Just because you operate within the law, it doesn’t mean your email campaign will be delivered. Just because legislation’s don’t prohibit certain activity, it doesn’t mean that you are entitled to do it without consequence – the soft opt-in, corporate subscribers and third party opt-in are the big three problems.

Soft opt-in is no good

Recipients are not fans of the soft opt-in, or at least the way it has been (ab)used over the years. Nor are they fans of being forced into or even sneaked into third party opt-in when they fill out a form – often the third party opt-in is at the bottom of a linked Ts and Cs page from a sign-up form. Recipients’ consequent use of the spam buttons on emails that they had not asked for has caused ISPs, in their strive to increase user experience, or at least lessen bad experience, to request only emails that people ask for to be sent to their users.

Things like buying lists which would be full of third party opt-ins and corporate subscribers will get you a lot of complaints, hard bounces and subsequent junking, maybe even blocks and black lists as well as the spam traps that get into lists when addresses are scraped from the internet.

Whatever you do, don’t scrape addresses from the web. If someone puts their address on their website and doesn’t ask be added to everyone’s list, don’t add them to your list. For instance, sales@yourdomain.com will be on a contact page asking to be emailed if someone wants more information, not asking for marketing emails from anyone who finds the address. All B2B spam trap addresses sit on websites on the web, if they are scraped and sold on, entire hosting centres can be blocked. If you don’t have someone asking for your emails, you will always be in danger of getting a spam trap.

Ensure you respect and suppress every opt-out request and hard bounce. Make sure you or your ESP has you on the feedback loops for at least AOL, Hotmail, Yahoo and SpamCop.

Data best practice tip: only email people who actually want the email, don’t scrape from the web and don’t buy lists.

List building

The very basic thing here is to have a sign-up form on your website. The best practice is to a have a sign-up form on every page of your web-site, even if it only asks for the email address – nice and easy.

Best of best practice is to make the opt-in a double one, where someone submits the form and your form sends them another email straight away with a link in for them to click to confirm the subscription. This way you can be certain that the person who gave you that email address actually owns it. However lots of marketers are too scared of losing people during the process and refuse to do it. This is understandable and for many sites, you rarely get people signing up with other peoples’ addresses.

The only times it tends to happen is if the site has forced that person to enter an email address to get to the next page: content like videos, vouchers, quotes etc. If people are suspicious or cannot see why they should give an email address, they will just make one up. These are the forms that should be confirmed before they are marketed to otherwise you will be sending emails to people who haven’t asked for the emails and they will hit the spam button.

To meet in the middle somewhere, the best practice is to employ a welcome message. This is a message sent straight away after someone fills out the single opt-in sign-up form. The welcome email capitalises on the momentum of engagement; someone has gone through all of the effort to trust you with their email address, the only way they could be more engaged than that is to give you money! So sending an email straight away and will get some of the highest engagement of any email.

The email welcomes the individual to your brand and list, tells them what will happen next, even gives them a sample of what to expect and maybe a cheeky call to action to get them started with the site or even a prize for signing up.

List building best practice tip: get sign-up form and do a welcome email.

I hope you found this useful. In my next best practice blog I will look at content and how it could affect your deliverability. You can also look out for my email best practice guide which is coming soon.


◆ EXERCISE GOAL: Where a picture appears, skip it and copy everything else in the listing exactly.

◆ DATA EXCERPTS:
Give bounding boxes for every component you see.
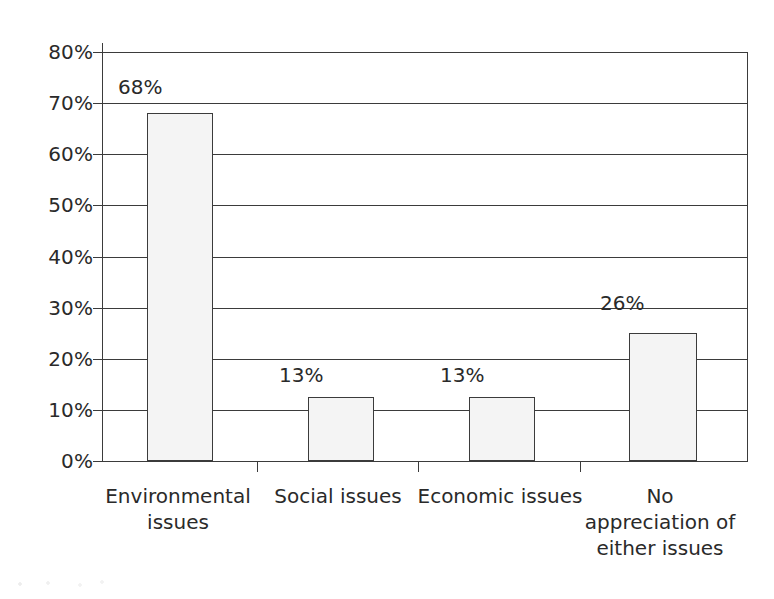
bar-value-economic: 13% xyxy=(440,364,484,386)
bar-no-appreciation xyxy=(629,333,697,461)
bar-social-issues xyxy=(308,397,374,461)
x-tick-3 xyxy=(580,461,581,472)
y-axis-label-50: 50% xyxy=(27,195,93,215)
y-axis-line xyxy=(102,52,103,461)
y-axis-label-70: 70% xyxy=(27,93,93,113)
y-axis-label-0: 0% xyxy=(27,451,93,471)
plot-area xyxy=(102,52,748,461)
x-tick-1 xyxy=(257,461,258,472)
bar-chart: 80% 70% 60% 50% 40% 30% 20% 10% 0% xyxy=(0,0,774,599)
bar-value-no-appreciation: 26% xyxy=(600,292,644,314)
category-label-line: issues xyxy=(78,509,278,535)
category-label-line: either issues xyxy=(560,535,760,561)
y-axis-label-30: 30% xyxy=(27,298,93,318)
axis-baseline-0 xyxy=(102,461,748,462)
plot-right-border xyxy=(747,52,748,461)
x-tick-2 xyxy=(418,461,419,472)
y-axis-label-20: 20% xyxy=(27,349,93,369)
y-axis-label-80: 80% xyxy=(27,42,93,62)
category-label-line: No xyxy=(560,483,760,509)
bar-environmental-issues xyxy=(147,113,213,461)
scan-artifact xyxy=(14,580,106,588)
y-axis-label-10: 10% xyxy=(27,400,93,420)
y-axis-label-60: 60% xyxy=(27,144,93,164)
y-tick-0 xyxy=(93,461,103,462)
bar-value-social: 13% xyxy=(279,364,323,386)
gridline-70 xyxy=(102,103,748,104)
y-axis-label-40: 40% xyxy=(27,247,93,267)
bar-value-environmental: 68% xyxy=(118,76,162,98)
category-label-line: appreciation of xyxy=(560,509,760,535)
category-label-no-appreciation: No appreciation of either issues xyxy=(560,483,760,561)
bar-economic-issues xyxy=(469,397,535,461)
gridline-80 xyxy=(102,52,748,53)
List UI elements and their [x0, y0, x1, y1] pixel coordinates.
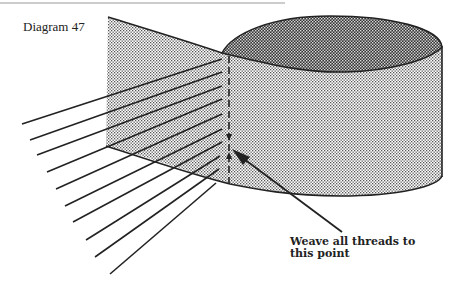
diagram-title: Diagram 47 [23, 19, 85, 35]
flat-panel [106, 17, 230, 184]
callout-line-2: this point [290, 248, 415, 260]
weave-point-callout: Weave all threads to this point [290, 236, 415, 260]
thread [110, 183, 216, 274]
thread [86, 156, 220, 240]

◆ RESPONSE TO THE EXERCISE:
Give bounding boxes for every component you see.
bar-value-economic: 13% xyxy=(440,364,484,386)
bar-no-appreciation xyxy=(629,333,697,461)
bar-social-issues xyxy=(308,397,374,461)
x-tick-3 xyxy=(580,461,581,472)
y-axis-label-50: 50% xyxy=(27,195,93,215)
y-axis-line xyxy=(102,52,103,461)
y-axis-label-70: 70% xyxy=(27,93,93,113)
y-axis-label-0: 0% xyxy=(27,451,93,471)
plot-area xyxy=(102,52,748,461)
x-tick-1 xyxy=(257,461,258,472)
bar-chart: 80% 70% 60% 50% 40% 30% 20% 10% 0% xyxy=(0,0,774,599)
bar-value-no-appreciation: 26% xyxy=(600,292,644,314)
category-label-line: issues xyxy=(78,509,278,535)
category-label-line: either issues xyxy=(560,535,760,561)
y-axis-label-30: 30% xyxy=(27,298,93,318)
axis-baseline-0 xyxy=(102,461,748,462)
plot-right-border xyxy=(747,52,748,461)
x-tick-2 xyxy=(418,461,419,472)
y-axis-label-20: 20% xyxy=(27,349,93,369)
y-axis-label-80: 80% xyxy=(27,42,93,62)
category-label-line: No xyxy=(560,483,760,509)
bar-environmental-issues xyxy=(147,113,213,461)
scan-artifact xyxy=(14,580,106,588)
y-axis-label-10: 10% xyxy=(27,400,93,420)
y-axis-label-60: 60% xyxy=(27,144,93,164)
y-tick-0 xyxy=(93,461,103,462)
bar-value-social: 13% xyxy=(279,364,323,386)
gridline-70 xyxy=(102,103,748,104)
y-axis-label-40: 40% xyxy=(27,247,93,267)
bar-value-environmental: 68% xyxy=(118,76,162,98)
category-label-line: appreciation of xyxy=(560,509,760,535)
category-label-no-appreciation: No appreciation of either issues xyxy=(560,483,760,561)
bar-economic-issues xyxy=(469,397,535,461)
gridline-80 xyxy=(102,52,748,53)
List UI elements and their [x0, y0, x1, y1] pixel coordinates.
diagram-title: Diagram 47 [23, 19, 85, 35]
flat-panel [106, 17, 230, 184]
callout-line-2: this point [290, 248, 415, 260]
weave-point-callout: Weave all threads to this point [290, 236, 415, 260]
thread [110, 183, 216, 274]
thread [86, 156, 220, 240]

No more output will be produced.